Geekeey.Request.Validation (2.0.0)
Installation
dotnet nuget add source --name geekeey --username your_username --password your_token dotnet add package --source geekeey --version 2.0.0 Geekeey.Request.ValidationAbout this package
Lightweight validation library for C# with composable validators, fluent rules, and structured validation results.
Features
- Composable validators: Build validators by inheriting from
Validator<T>and defining rules withRuleForandRuleForEach. - Built-in and custom rules: Use helpers like
NotEmpty,Length,Between, andMatches, or define custom predicates withMust. - Structured validation output: Each failure is returned as a
Problemwith a property path, message, severity, code, and attempted value. - Nested validation: Reuse validators for complex object graphs with
SetValidator, including DI-based resolution. - Configurable paths: Rewrite or remove rule property paths when the reported path should differ from the CLR member path.
Getting Started
Install the NuGet package:
dotnet add package Geekeey.Request.Validation
You may need to add our NuGet feed to your nuget.config this can be done by running the following command:
dotnet nuget add source -n geekeey https://code.geekeey.de/api/packages/geekeey/nuget/index.json
Usage
using Geekeey.Request.Validation;
public sealed record Address(string? Street);
public sealed record CreateUserRequest(
string? Name,
int Age,
Address? Address,
IReadOnlyList<string> Tags);
public sealed class AddressValidator : Validator<Address>
{
public AddressValidator()
{
RuleFor(address => address.Street)
.NotEmpty();
}
}
public sealed class CreateUserRequestValidator : Validator<CreateUserRequest>
{
public CreateUserRequestValidator()
{
RuleFor(request => request.Name)
.NotEmpty()
.Length(2, 100)
.WithCode("NAME_INVALID");
RuleFor(request => request.Age)
.Between(18, 120);
RuleFor(request => request.Address)
.SetValidator(new AddressValidator());
RuleForEach(request => request.Tags)
.NotEmpty()
.WithSeverity(Severity.Warning);
}
}
public sealed record LoginInput(string? Username);
public sealed record LoginRequest(LoginInput Input);
public sealed class LoginInputValidator : Validator<LoginInput>
{
public LoginInputValidator()
{
RuleFor(input => input.Username)
.NotEmpty();
}
}
public sealed class LoginRequestValidator : Validator<LoginRequest>
{
public LoginRequestValidator()
{
RuleFor(request => request.Input)
.WithoutPropertyPath()
.SetValidator(new LoginInputValidator());
}
}
var validator = new CreateUserRequestValidator();
var validation = validator.Validate(new CreateUserRequest(
Name: "",
Age: 16,
Address: new Address(""),
Tags: ["", "admin"]));
foreach (var problem in validation.Problems)
{
Console.WriteLine($"{problem.PropertyPath}: {problem.Message}");
}
The resulting Problem entries include full property paths like Address.Street and Tags[0], making it easy to
surface validation errors back to callers or APIs.
If the validation path needs to differ from the CLR property path, use WithPropertyPath(...) for a custom transform
or WithoutPropertyPath() to drop the current rule path entirely before nested paths are appended.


### Problem
Below are lines of records; copy exactly those from the one containing "Extract all elements" through the one containing "Localize each UI", leaving the pictures behind.

### Record set
********************

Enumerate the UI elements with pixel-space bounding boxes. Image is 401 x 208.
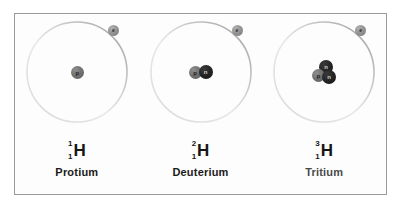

********************

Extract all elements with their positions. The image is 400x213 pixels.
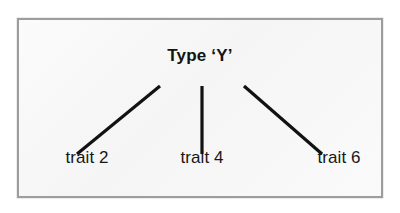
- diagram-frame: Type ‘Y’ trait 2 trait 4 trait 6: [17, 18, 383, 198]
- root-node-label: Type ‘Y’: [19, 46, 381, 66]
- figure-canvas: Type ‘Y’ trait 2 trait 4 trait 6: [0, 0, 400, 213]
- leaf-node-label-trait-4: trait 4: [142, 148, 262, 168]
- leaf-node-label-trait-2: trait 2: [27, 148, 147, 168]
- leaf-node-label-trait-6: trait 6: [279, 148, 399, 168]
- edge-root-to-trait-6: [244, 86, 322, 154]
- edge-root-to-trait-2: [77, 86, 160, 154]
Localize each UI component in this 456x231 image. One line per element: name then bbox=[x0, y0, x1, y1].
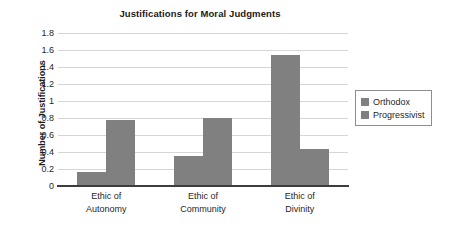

********************

### Answer for the task
Extract all elements with their positions. The image is 400x213 pixels.
- diagram-frame: Type ‘Y’ trait 2 trait 4 trait 6: [17, 18, 383, 198]
- root-node-label: Type ‘Y’: [19, 46, 381, 66]
- figure-canvas: Type ‘Y’ trait 2 trait 4 trait 6: [0, 0, 400, 213]
- leaf-node-label-trait-4: trait 4: [142, 148, 262, 168]
- leaf-node-label-trait-2: trait 2: [27, 148, 147, 168]
- leaf-node-label-trait-6: trait 6: [279, 148, 399, 168]
- edge-root-to-trait-6: [244, 86, 322, 154]
- edge-root-to-trait-2: [77, 86, 160, 154]
Localize each UI component in this 456x231 image. One line per element: name then bbox=[x0, y0, x1, y1].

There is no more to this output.